WRAY — Yuma County sheriff’s Sgt. James Thomson was on his way to deliver an eviction notice when a long-running family feud erupted in shooting about 40 miles from where he was driving on a rural farm road.

Thomson made a dash across the county, the speedometer in his pickup spiking at more than 110 miles per hour.

By the time he arrived, all but one of the six patrol members of the sheriff’s office were on the scene, where one suspect allegedly fired an AK-47 several times into the air outside his cousin’s house.

Inside, two children huddled behind mattresses their mother had propped against a wall to protect them when two armed men had arrived at the house.

Arrests were made and deputies found the gun and a magazine that one of the suspects had thrown from the window of a pickup into a ditch along the road.

It was just another day for a budget-strapped department with few officers, a vast area to patrol, and criminal acts that run the gamut from hog theft to methamphetamine distribution.

Complicating the patrol of the vast county that ends at the Nebraska and Kansas state lines is confusion about Colorado’s marijuana industry that leads to complaints from residents about legal pot grows, and rules that make it difficult to determine whether a grow is state-sanctioned or weed destined to cross state lines illegally.

“The majority of the time, I only have two patrol deputies on duty to cover 2,400 square miles,” Sheriff Chad Day said, “and many times just one.”

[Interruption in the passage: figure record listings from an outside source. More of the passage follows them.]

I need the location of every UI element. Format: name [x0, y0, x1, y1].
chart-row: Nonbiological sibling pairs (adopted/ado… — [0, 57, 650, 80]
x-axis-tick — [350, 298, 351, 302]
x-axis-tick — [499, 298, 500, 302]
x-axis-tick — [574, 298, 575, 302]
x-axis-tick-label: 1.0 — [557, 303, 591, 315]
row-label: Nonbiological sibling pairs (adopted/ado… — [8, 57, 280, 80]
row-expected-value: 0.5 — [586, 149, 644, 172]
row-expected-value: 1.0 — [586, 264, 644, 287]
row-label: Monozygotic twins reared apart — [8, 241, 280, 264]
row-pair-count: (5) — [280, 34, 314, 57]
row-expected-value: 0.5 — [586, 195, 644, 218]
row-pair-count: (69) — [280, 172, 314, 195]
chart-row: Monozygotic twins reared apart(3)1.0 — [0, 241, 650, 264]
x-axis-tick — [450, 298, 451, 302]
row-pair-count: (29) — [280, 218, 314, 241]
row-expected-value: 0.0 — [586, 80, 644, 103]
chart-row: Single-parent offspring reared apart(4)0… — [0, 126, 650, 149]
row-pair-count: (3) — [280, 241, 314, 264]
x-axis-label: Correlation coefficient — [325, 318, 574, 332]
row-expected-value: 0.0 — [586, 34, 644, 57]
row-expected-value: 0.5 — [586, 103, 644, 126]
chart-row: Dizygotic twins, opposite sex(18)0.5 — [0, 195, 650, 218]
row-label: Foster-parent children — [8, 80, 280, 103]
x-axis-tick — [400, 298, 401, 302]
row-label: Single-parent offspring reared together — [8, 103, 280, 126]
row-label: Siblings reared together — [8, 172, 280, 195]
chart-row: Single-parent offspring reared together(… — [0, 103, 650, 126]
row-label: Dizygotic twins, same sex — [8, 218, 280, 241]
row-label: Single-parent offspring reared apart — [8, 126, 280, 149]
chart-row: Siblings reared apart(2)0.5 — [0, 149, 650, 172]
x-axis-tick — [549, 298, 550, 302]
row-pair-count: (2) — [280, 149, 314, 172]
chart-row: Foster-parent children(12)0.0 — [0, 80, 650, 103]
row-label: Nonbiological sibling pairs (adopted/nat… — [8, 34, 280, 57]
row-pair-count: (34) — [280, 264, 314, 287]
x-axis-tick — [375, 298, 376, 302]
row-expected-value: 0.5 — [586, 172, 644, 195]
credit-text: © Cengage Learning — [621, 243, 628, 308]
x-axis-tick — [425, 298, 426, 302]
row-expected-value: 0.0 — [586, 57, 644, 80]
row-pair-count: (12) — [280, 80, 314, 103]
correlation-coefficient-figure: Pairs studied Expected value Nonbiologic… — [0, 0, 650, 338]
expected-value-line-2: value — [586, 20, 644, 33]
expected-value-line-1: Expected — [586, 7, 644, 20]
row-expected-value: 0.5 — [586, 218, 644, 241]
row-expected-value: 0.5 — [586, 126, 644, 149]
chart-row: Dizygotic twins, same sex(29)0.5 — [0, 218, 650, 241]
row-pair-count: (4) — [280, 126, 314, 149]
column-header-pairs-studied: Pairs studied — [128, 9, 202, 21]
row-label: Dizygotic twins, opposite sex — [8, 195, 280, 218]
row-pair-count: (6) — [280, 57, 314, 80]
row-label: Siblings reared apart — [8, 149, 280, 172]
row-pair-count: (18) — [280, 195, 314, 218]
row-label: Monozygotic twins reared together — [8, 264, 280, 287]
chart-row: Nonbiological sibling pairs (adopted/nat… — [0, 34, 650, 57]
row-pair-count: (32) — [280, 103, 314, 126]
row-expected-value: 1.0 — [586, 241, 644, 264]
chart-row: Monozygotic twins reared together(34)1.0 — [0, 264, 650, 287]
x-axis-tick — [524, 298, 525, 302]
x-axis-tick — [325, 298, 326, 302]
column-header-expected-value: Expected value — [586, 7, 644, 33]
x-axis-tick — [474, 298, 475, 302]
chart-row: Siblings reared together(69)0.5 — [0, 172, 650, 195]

County leaders say there is little chance of beefing up the sheriff’s budget in a county that has experienced a tumble in its revenue base due to a decline in the oil and gas business and a plunge in agricultural commodity prices.

In rural counties statewide, sheriff’s and other elected officials will “tell you that commissioners need to appropriate more money for their departments,” said Chip Taylor, executive director of Colorado Counties Inc.

Commissioners who hold the purse strings are trying to squeeze every service they can out of every dime they get, Taylor said.

On the day that Thomson responded to the felony menacing call that ended with two men in custody, one deputy at the scene was working on his day off and another was on overtime.